Now update each step in src/workflow.ts to validate:

// Replace the requirements step in src/workflow.ts
const requirements = await step.run("extract-requirements", async () => {
  const raw = await callAgent<RequirementsOutput>(REQUIREMENTS_PROMPT, brief);
  return validateKeys(raw, ["functional", "nonFunctional", "constraints", "actors"]);
});

const architecture = await step.run("design-architecture", async () => {
  const raw = await callAgent<ArchitectureOutput>(
    ARCHITECTURE_PROMPT,
    JSON.stringify(requirements)
  );
  return validateKeys(raw, ["components", "dataFlow", "techChoices"]);
});

const apiContract = await step.run("define-api-contract", async () => {
  const raw = await callAgent<APIContractOutput>(
    API_CONTRACT_PROMPT,
    JSON.stringify(architecture)
  );
  return validateKeys(raw, ["endpoints"]);
});

const testPlan = await step.run("write-test-plan", async () => {
  const raw = await callAgent<TestPlanOutput>(
    TEST_PLAN_PROMPT,
    JSON.stringify(apiContract)
  );
  return validateKeys(raw, ["cases"]);
});

Import validateKeys at the top of workflow.ts:

import { callAgent, validateKeys } from "./callAgent";

Fixed state

Pipeline with typed validation at every handoffEach step validates output shape before the next agent receives it Nodes: Orchestrator Function (step-isolated runner); Agent 1 (Requirements) (output validated for functional, nonFunctional, constraints, actors); Agent 2 (Architecture) (output validated for components, dataFlow, techChoices); Agent 3 (API Contract) (output validated for endpoints); Agent 4 (Test Plan) (output validated for cases); Validation gate (JSON.parse plus required key check at every boundary).Orchestrator Functionstep-isolated runnerAgent 1 (Requirements)output validated for functional, nonFunctional, constraints, actorsAgent 2 (Architecture)output validated for components, dataFlow, techChoicesAgent 3 (API Contract)output validated for endpointsAgent 4 (Test Plan)output validated for casesValidation gateJSON.parse plus required key check at every boundary
  • Brief enters orchestrator
  • Agent 1 produces JSON, validation gate checks shape, passes to Agent 2
  • Agent 2 produces JSON, validation gate checks shape, passes to Agent 3
  • Agent 3 produces JSON, validation gate checks shape, passes to Agent 4
  • Agent 4 produces JSON, validation gate checks shape, result returned
  • Any validation failure triggers a retry on that step only

After

You send a product brief as a single event.
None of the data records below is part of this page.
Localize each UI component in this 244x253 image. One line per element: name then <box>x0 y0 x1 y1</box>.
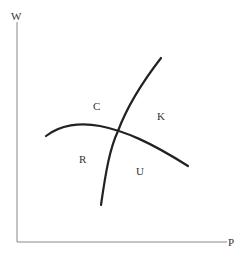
region-label-r: R <box>79 153 87 165</box>
y-axis-label: W <box>11 10 22 22</box>
x-axis-label: P <box>228 236 234 248</box>
region-label-k: K <box>157 110 165 122</box>
diagram-canvas: W P C K R U <box>0 0 244 253</box>
region-label-u: U <box>136 165 144 177</box>
region-label-c: C <box>93 100 100 112</box>
steep-upward-curve <box>101 58 161 205</box>
downward-sloping-curve <box>46 124 188 166</box>
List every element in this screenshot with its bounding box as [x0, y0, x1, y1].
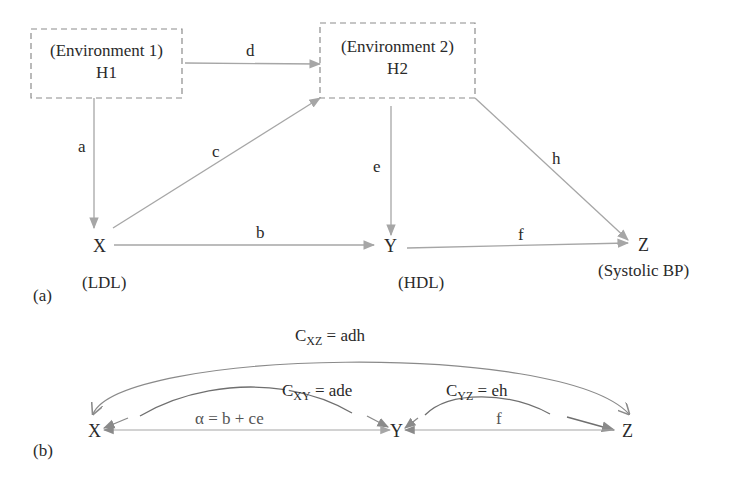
- environment-1-label: (Environment 1) H1: [31, 40, 182, 84]
- panel-b-tag: (b): [33, 442, 53, 459]
- cyz-label: CYZ = eh: [446, 382, 507, 399]
- path-b-label: b: [256, 224, 265, 241]
- alpha-label: α = b + ce: [195, 410, 264, 427]
- node-b-x: X: [88, 422, 101, 440]
- cxy-right-arrow: [367, 416, 388, 427]
- path-a-label: a: [78, 138, 86, 155]
- path-c-arrow: [113, 98, 320, 228]
- node-y-symbol: Y: [384, 237, 397, 255]
- node-x-label: (LDL): [82, 274, 126, 291]
- panel-a-tag: (a): [33, 287, 52, 304]
- path-f-label: f: [518, 226, 524, 243]
- node-b-z: Z: [622, 422, 633, 440]
- node-y-label: (HDL): [398, 274, 444, 291]
- environment-1-title: (Environment 1): [31, 40, 182, 62]
- environment-2-name: H2: [320, 58, 475, 80]
- node-x-symbol: X: [93, 237, 106, 255]
- environment-2-title: (Environment 2): [320, 36, 475, 58]
- path-c-label: c: [212, 143, 220, 160]
- f-label-b: f: [496, 410, 502, 427]
- environment-2-label: (Environment 2) H2: [320, 36, 475, 80]
- path-h-label: h: [552, 150, 561, 167]
- environment-1-name: H1: [31, 62, 182, 84]
- cxy-label: CXY = ade: [282, 382, 352, 399]
- cyz-left-arrow: [405, 418, 418, 428]
- cxz-label: CXZ = adh: [295, 327, 365, 344]
- cxy-left-arrow: [104, 418, 128, 428]
- cxz-curve: [93, 362, 629, 414]
- path-e-label: e: [373, 158, 381, 175]
- node-z-symbol: Z: [638, 236, 649, 254]
- cyz-right-arrow: [567, 417, 614, 430]
- node-z-label: (Systolic BP): [598, 262, 689, 279]
- path-d-arrow: [185, 63, 320, 64]
- path-h-arrow: [475, 98, 628, 240]
- path-d-label: d: [246, 42, 255, 59]
- node-b-y: Y: [390, 422, 403, 440]
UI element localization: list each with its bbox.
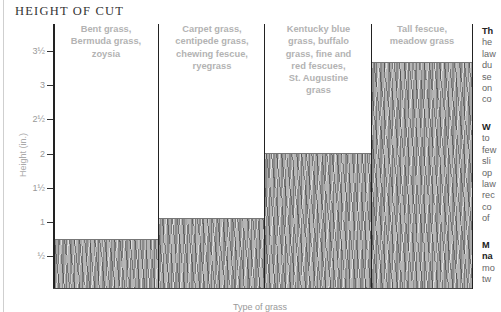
column-divider (158, 24, 159, 289)
label-line: St. Augustine (267, 72, 370, 84)
side-bold-lead: na (482, 251, 493, 261)
y-tick-label: 3½ (32, 46, 45, 56)
side-line: of (482, 213, 490, 223)
bar-bent-grass (54, 239, 158, 288)
side-paragraph-1: Th he law du se on co (482, 26, 496, 106)
side-bold-lead: M (482, 240, 490, 250)
side-line: to (482, 133, 490, 143)
label-line: grass, buffalo (267, 35, 370, 47)
x-axis-label: Type of grass (233, 302, 287, 312)
label-line: Bermuda grass, (56, 35, 156, 47)
side-line: co (482, 94, 492, 104)
side-line: law (482, 49, 496, 59)
y-tick-label: 1½ (32, 183, 45, 193)
side-bold-lead: Th (482, 26, 493, 36)
label-line: grass (267, 84, 370, 96)
column-label-tall-fescue: Tall fescue, meadow grass (373, 23, 471, 48)
side-line: on (482, 83, 492, 93)
label-line: Bent grass, (56, 23, 156, 35)
column-label-bent-grass: Bent grass, Bermuda grass, zoysia (56, 23, 156, 60)
label-line: chewing fescue, (161, 48, 263, 60)
side-line: op (482, 168, 492, 178)
y-tick-label: ½ (37, 251, 45, 261)
column-divider (472, 24, 473, 289)
side-line: co (482, 202, 492, 212)
chart-title: HEIGHT OF CUT (15, 4, 124, 19)
y-axis-label: Height (in.) (18, 120, 28, 190)
side-line: few (482, 145, 496, 155)
label-line: zoysia (56, 48, 156, 60)
side-line: tw (482, 274, 491, 284)
label-line: grass, fine and (267, 48, 370, 60)
page-left-rule (3, 0, 4, 312)
y-axis-line (53, 24, 55, 289)
x-axis-baseline (53, 288, 472, 289)
label-line: Tall fescue, (373, 23, 471, 35)
label-line: meadow grass (373, 35, 471, 47)
side-line: du (482, 60, 492, 70)
column-divider (371, 24, 372, 289)
side-paragraph-3: M na mo tw (482, 240, 495, 286)
side-line: se (482, 72, 492, 82)
side-line: rec (482, 190, 495, 200)
side-line: law (482, 179, 496, 189)
column-label-carpet-grass: Carpet grass, centipede grass, chewing f… (161, 23, 263, 72)
side-line: sli (482, 156, 491, 166)
label-line: Carpet grass, (161, 23, 263, 35)
label-line: red fescues, (267, 60, 370, 72)
label-line: Kentucky blue (267, 23, 370, 35)
y-tick-label: 3 (40, 80, 45, 90)
side-paragraph-2: W to few sli op law rec co of (482, 122, 496, 225)
side-line: mo (482, 263, 495, 273)
y-tick-label: 1 (40, 217, 45, 227)
bar-carpet-grass (159, 218, 264, 288)
column-divider (264, 24, 265, 289)
column-label-kentucky-blue: Kentucky blue grass, buffalo grass, fine… (267, 23, 370, 97)
y-tick-label: 2½ (32, 114, 45, 124)
side-line: he (482, 37, 492, 47)
bar-kentucky-blue-grass (265, 153, 371, 288)
side-bold-lead: W (482, 122, 491, 132)
bar-tall-fescue (372, 62, 472, 288)
label-line: centipede grass, (161, 35, 263, 47)
label-line: ryegrass (161, 60, 263, 72)
y-tick-label: 2 (40, 149, 45, 159)
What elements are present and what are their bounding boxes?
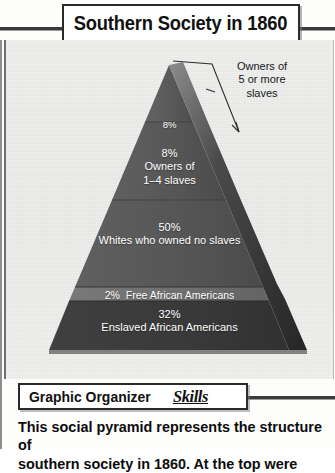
- caption-text: This social pyramid represents the struc…: [18, 418, 326, 473]
- skills-label: Skills: [173, 387, 208, 407]
- callout-line1: Owners of: [216, 60, 308, 73]
- page-left-edge: [0, 40, 2, 449]
- bracket-tick: [206, 89, 215, 92]
- callout-line2: 5 or more: [216, 73, 308, 86]
- pyramid-tier-free-african-americans: [69, 287, 269, 301]
- graphic-organizer-band: Graphic Organizer Skills: [0, 383, 335, 415]
- caption-line-1: This social pyramid represents the struc…: [18, 418, 326, 455]
- callout-line3: slaves: [216, 87, 308, 100]
- callout-text: Owners of 5 or more slaves: [216, 60, 308, 100]
- social-pyramid-chart: 8% 8% Owners of 1–4 slaves 50% Whites wh…: [6, 40, 333, 379]
- graphic-organizer-box: Graphic Organizer Skills: [18, 383, 248, 410]
- caption-line-2: southern society in 1860. At the top wer…: [18, 455, 326, 473]
- title-rule-left: [0, 27, 70, 31]
- chart-panel: 8% 8% Owners of 1–4 slaves 50% Whites wh…: [4, 40, 334, 379]
- graphic-organizer-label: Graphic Organizer: [29, 388, 151, 405]
- page-title: Southern Society in 1860: [74, 12, 287, 35]
- title-box: Southern Society in 1860: [62, 4, 300, 42]
- graphic-organizer-rule: [248, 396, 335, 400]
- pyramid-base-shadow: [49, 350, 307, 354]
- callout-group: Owners of 5 or more slaves: [6, 40, 333, 160]
- title-rule-right: [296, 27, 335, 31]
- pyramid-tier-enslaved-african-americans: [49, 301, 289, 350]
Sixty seconds later, you have structured requirements, architecture decisions, an API contract with typed endpoints, and a test plan with specific assertions. Each intermediate result sits in the dashboard as inspectable JSON. When the test plan looks wrong, you click into step three and see the API contract that caused it. You fix the API contract prompt, re-run one step, and the downstream output updates. No meeting. No Slack thread. No action items. Four agents ran a clean relay race and each one passed a baton the next one could actually hold.

Takeaway

The pattern is typed boundaries between agents. Agents are not team members who can ask clarifying questions. They are functions. Functions need type signatures. When you define the exact shape of data that crosses each boundary, you can validate it, retry it, and inspect it independently. Apply this to any multi-agent chain: define the handoff types first, then write the prompts.

Four agents run in a defined sequence with typed handoffs, each stage produces verifiable intermediate output, and you can inspect any stage independently if the final result looks wrong.